Last night, I got around to reading a thought-provoking piece in last week’s The New Yorker, headlined “Trial by Twitter,” with the subhed, “After high-school football stars were accused of rape, online vigilantes demanded that justice be served. Was it?”
The question is not definitively answered, although some things do come across quite clearly.
One is that there was a rush to judgment in the Steubenville case, sometimes on the parts of people who should know better.
Another is that the passion of an amateur blogger is no substitute for cold, deliberate, professional journalism, which is admirably on display (in its “long” form) in this piece. We are also made wary of the cohorts of perpetually half-cocked people in the Twittersphere, the self-styled guardians who confidently and aggressively appoint themselves the arbiters and auditors of our more deliberate institutions, of which they reflexively disapprove. (Everyone needs an editor, as evidenced by that sentence I just wrote.)
This piece reminds me of another in The New Yorker that I wrote about more than a year ago. I headlined that post “Kids, lost in a latter-day Heart of Darkness.” That earlier article and this one both explored the morally bewildering sexual wilderness that kids today try to negotiate and survive, sometimes unsuccessfully.
And both revealed facts that were sharply inconsistent with what tout le monde just knew had happened. An excerpt from that earlier piece, about a tragedy at Rutgers:
It became widely understood that a closeted student at Rutgers had committed suicide after video of him having sex with a man was secretly shot and posted online. In fact, there was no posting, no observed sex, and no closet….
This latest story was about the rape charges against high school football players in Steubenville, Ohio. We are introduced to a blogger, Alexandria Goddard, who decided that a rape was being covered up because the perpetrators were football players in a small town that makes heroes of such athletes. Her take on the situation was so widely accepted that Nicholas Kristof, one of the soberest, most careful journalists working today, wrote a column headlined, “Is Delhi So Different from Steubenville?,” comparing the incident to the infamous one in which an Indian woman was gang-raped so brutally that she soon died from her injuries — and giving credence to “concern” that the system protected the perpetrators.
Here’s what Ariel Levy finds in her New Yorker piece:
In versions of the story that spread online, the girl was lured to the party and then drugged. While she was delirious, she was transported in the trunk of a car, and then a gang of football players raped her over and over again and urinated on her body while her peers watched, transfixed. The town, desperate to protect its young princes, contrived to cover up the crime. If not for Goddard’s intercession, the police would have happily let everyone go. None of that is true…
What actually did happen was sordid and appalling, although many details remain sketchy. And the author by no means intends to downplay the horrific problem of which this incident was supposed to be emblematic:
“Rape culture” is not an empty term or an imaginary phenomenon. According to a survey published by the Centers for Disease Control in 2011, one in five American women have been raped or experienced attempted rape. In May, the officer in charge of preventing sexual assault in the U.S. Air Force was arrested for groping a woman in a parking lot. Two days later, the Pentagon released a poll of a hundred and eight thousand active-duty service members showing that twenty-six thousand had been sexually assaulted. Worldwide, women between fifteen and forty-four are more likely to be injured or die from male violence than from traffic accidents, cancer, malaria, and the effects of war combined. This sustained brutality would be impossible without a culture that enables it: a value system in which women are currency, and sex is something that men get—or take—from them.
In April, a teen-age girl in Halifax, Nova Scotia, hanged herself; her mother said that four boys had raped her and then disseminated a photograph of the assault throughout their high school. In late February, two eighteen-year-old football players in Torrington, Connecticut, were arrested for raping two thirteen-year-old girls at the home of one of the boys. Their classmates responded on Twitter. “Young girls acting like whores there’s no punishment,” one wrote. “Young men acting like boys is a sentence.” These situations, in which teen-agers were assaulted, and then further victimized online, have inevitably been compared to Steubenville—a town that has become synonymous with gang rape.
There was much appalling behavior on the part of young people in Steubenville that night, some of it pathologically animalistic, suggestive of the collapse of some fundamental assumptions of a civilized society, as they once lived in the hearts and minds of individuals. But there seems to have been no systemic failure, no coverup — nothing of the kind of thing that caused such widespread opprobrium to be aimed at the town, its institutions and culture. Lots of things failed in Steubenville, but apparently the criminal justice system did not.
Hey, I think people make too big a deal over football, too. But that doesn’t blind me, and it doesn’t blind Adrien Levy, apparently. Nor does she make excuses, for anyone.
If you read or heard anything about what happened in Steubenville, and made up your mind about it in some way, you should read this piece. But I warn you, it’s not pleasant.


WHAT TO WORK ON —
Your answer must be the records below repeated word for word, with no pictures in it.

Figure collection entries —
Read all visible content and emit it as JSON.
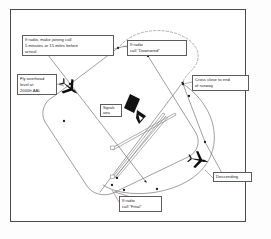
{
  "figure": {
    "background_color": "#ffffff",
    "frame_color": "#4a4a4a",
    "ink_color": "#1b1b1b"
  },
  "labels": {
    "joining_call": "If radio, make joining call\n5 minutes or 15 miles before\narrival",
    "downwind_call": "If radio\ncall \"Downwind\"",
    "fly_overhead": "Fly overhead\nlevel at\n2000ft AAL",
    "cross_end": "Cross close to end\nof runway",
    "signals_area": "Signals\narea",
    "descending": "Descending",
    "final_call": "If radio\ncall \"Final\""
  },
  "icons": {
    "aircraft_inbound": "aircraft-icon",
    "aircraft_descending": "aircraft-icon",
    "signal_square": "signal-square-icon",
    "windsock": "windsock-icon"
  },
  "diagram": {
    "circuit_pattern": "rounded rectangle circuit, tilted",
    "deadside_arc": "dashed descent arc",
    "descent_curve": "large teardrop descending track",
    "runways": "two crossing runway strips"
  }
}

ANSWER TO THIS TASK —
Read all visible content and emit it as JSON.
{
  "figure": {
    "background_color": "#ffffff",
    "frame_color": "#4a4a4a",
    "ink_color": "#1b1b1b"
  },
  "labels": {
    "joining_call": "If radio, make joining call\n5 minutes or 15 miles before\narrival",
    "downwind_call": "If radio\ncall \"Downwind\"",
    "fly_overhead": "Fly overhead\nlevel at\n2000ft AAL",
    "cross_end": "Cross close to end\nof runway",
    "signals_area": "Signals\narea",
    "descending": "Descending",
    "final_call": "If radio\ncall \"Final\""
  },
  "icons": {
    "aircraft_inbound": "aircraft-icon",
    "aircraft_descending": "aircraft-icon",
    "signal_square": "signal-square-icon",
    "windsock": "windsock-icon"
  },
  "diagram": {
    "circuit_pattern": "rounded rectangle circuit, tilted",
    "deadside_arc": "dashed descent arc",
    "descent_curve": "large teardrop descending track",
    "runways": "two crossing runway strips"
  }
}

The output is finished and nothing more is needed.